Thanks for the info. on the lettuce - if I run out of pots I could probably even make do for this experiment with used / cut down gallon milk jugs. :-)
The feeding makes sense, and I got lucky with picking up 2 extra boxes of Wally World knockoff “Miracle Grow” on clearance last fall - wifey thought I was nuts to buy 3 total, but now it looks like it was a good idea.
Regrowing the Romaine lettuce stumps seems like a good idea — Last year I had a head lettuce stump pop up out of the compost pile! I have two Baby Bok Choi stumps right now, to try that with, but in pots.
Oh, returning to the Muir lettuce - are those multiple stems in each section of the “4-pack” most likely individual plants from the vendor throwing 3-4 seeds into each section? (I’m showing my ignorance again, but every pic I found online of juvenile Muir lettuce plants showed single stems.)
I just grow a few lettuce varieties and romaine is one of them. I use a sharp scissors to cut the first head off, a few inches from the soil no more. It will regrow. I only do that once per plant.

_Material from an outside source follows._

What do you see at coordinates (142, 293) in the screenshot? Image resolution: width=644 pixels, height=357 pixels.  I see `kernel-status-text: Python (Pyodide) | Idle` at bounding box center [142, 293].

Yes, each stem is an individual plant. Either snip the weaker ones and plant an individual plant, or plant them all together and see what happens. Or do some of both.
They would be more than happy in cut-down milk jugs - with drainage. Put the holes a few inches up from the bottom - of you put the holes on the bottom, and they’re sitting on a solid surface, they won’t drain properly.
That goes for bigger pots/planters, too. You don’t want plants getting water-logged. ;)
Hubby has a coworker that lives in Bardstown, KY, and all the rivers and creeks have overflowed, so the water level is quite high. He’s using a johnboat to get around in already, and the rain is still coming down. We’re saying our prayers for everyone’s safety. It’s a mess down there.
After things settle down, we will see if there’s a way we can help more directly.